----- RECORDS TO PROCESS -----

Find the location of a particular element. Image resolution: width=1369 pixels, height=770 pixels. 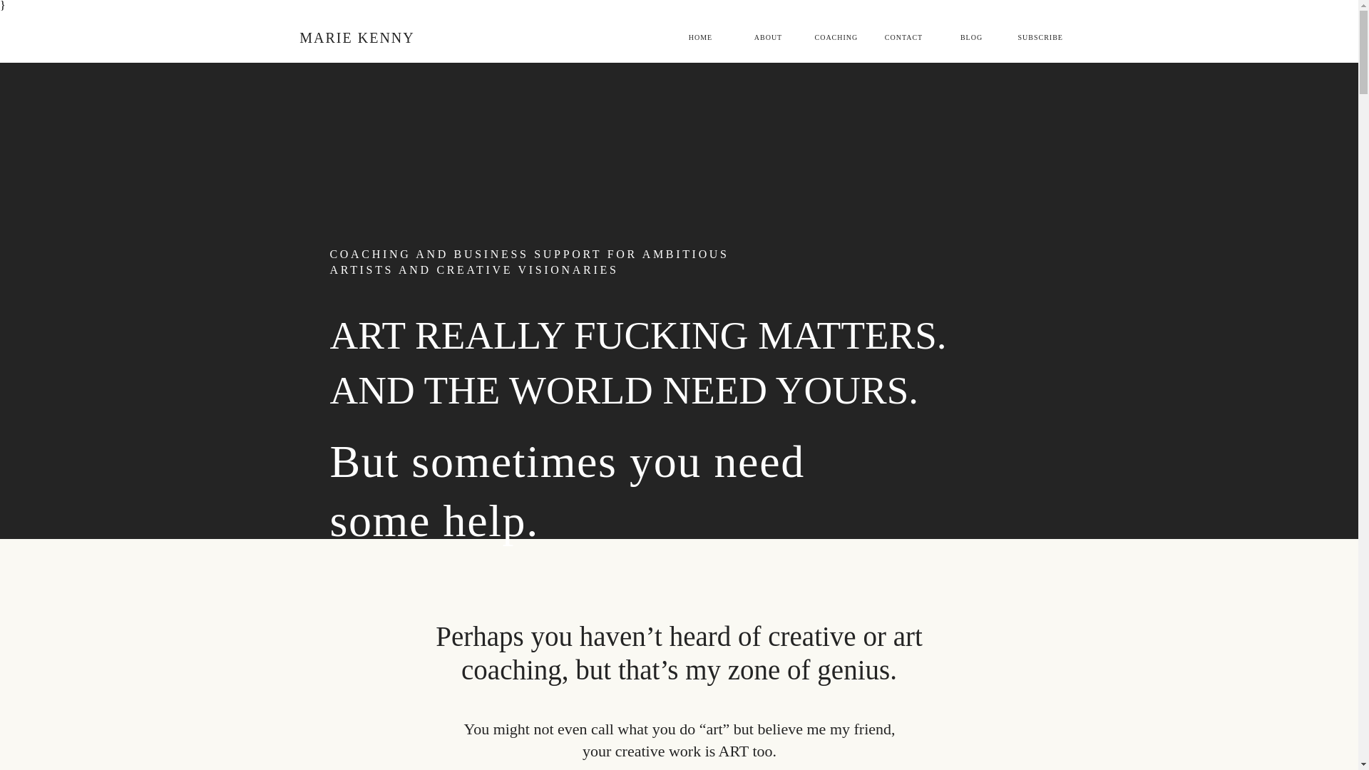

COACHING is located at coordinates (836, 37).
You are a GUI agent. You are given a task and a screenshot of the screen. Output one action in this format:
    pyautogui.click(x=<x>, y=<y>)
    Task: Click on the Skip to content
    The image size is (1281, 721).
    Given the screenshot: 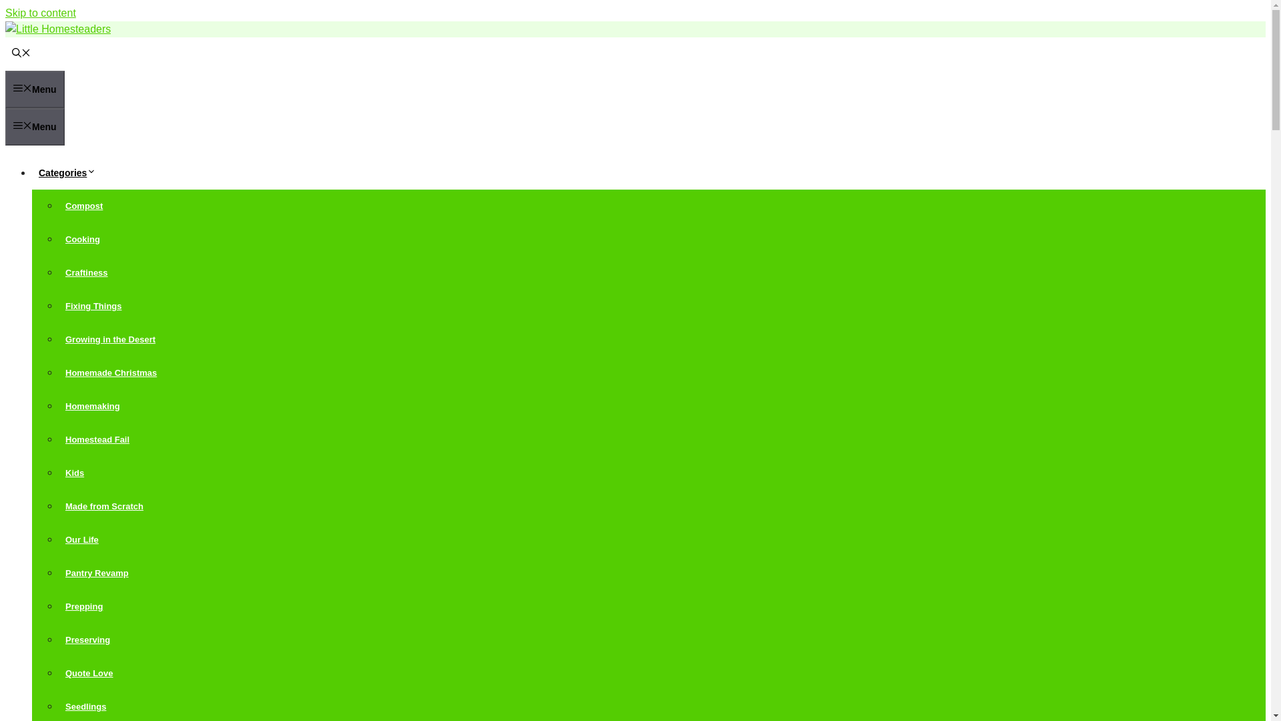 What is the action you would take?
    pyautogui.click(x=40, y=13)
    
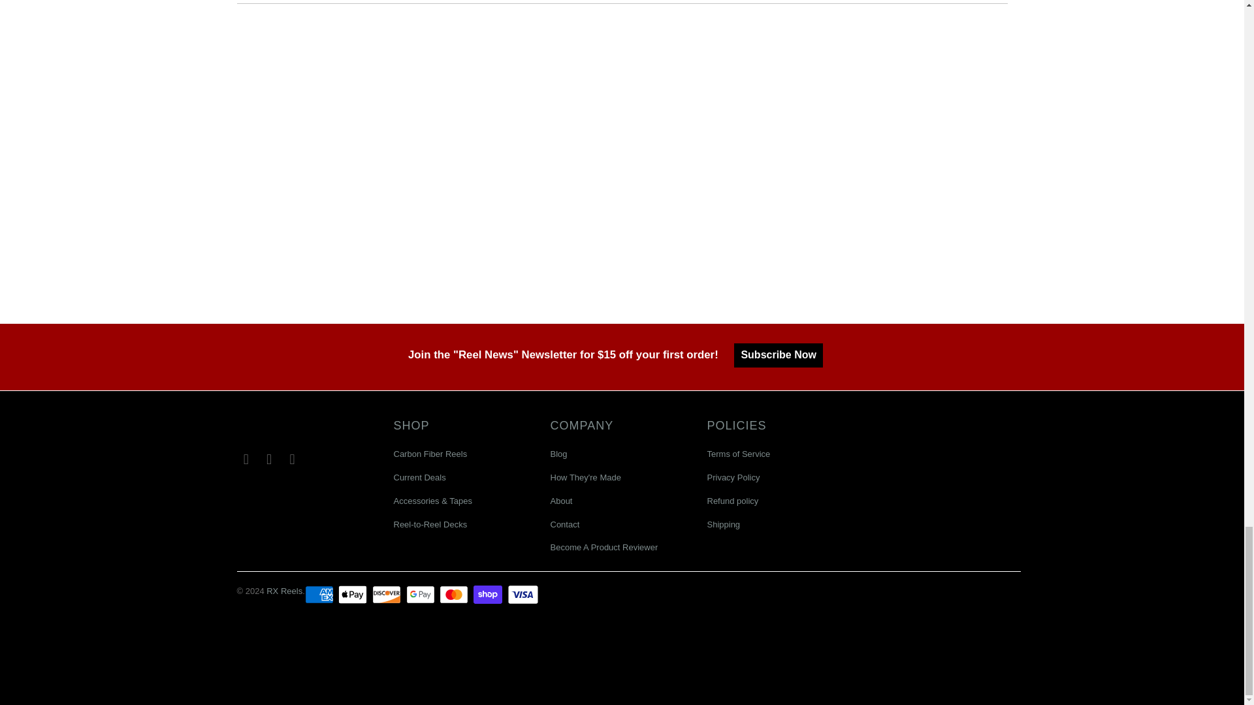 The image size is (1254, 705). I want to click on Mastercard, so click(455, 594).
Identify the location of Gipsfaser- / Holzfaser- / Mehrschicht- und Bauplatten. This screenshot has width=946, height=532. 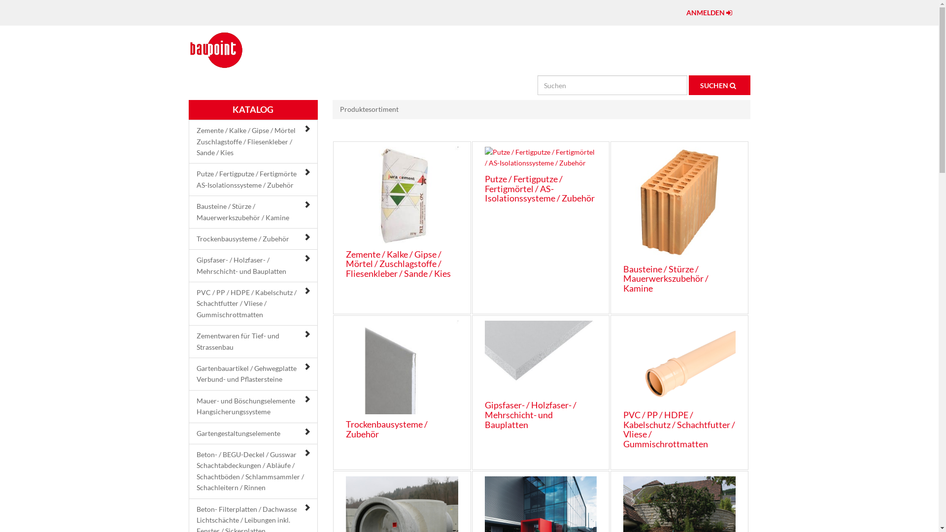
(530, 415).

-----

Output the line that contains "Identify the location" and every line after it to the end of the records, word for word, leaving out the pictures.

SOLUTION FOR THIS EXERCISE
Identify the location of Gipsfaser- / Holzfaser- / Mehrschicht- und Bauplatten. This screenshot has width=946, height=532. 
(530, 415).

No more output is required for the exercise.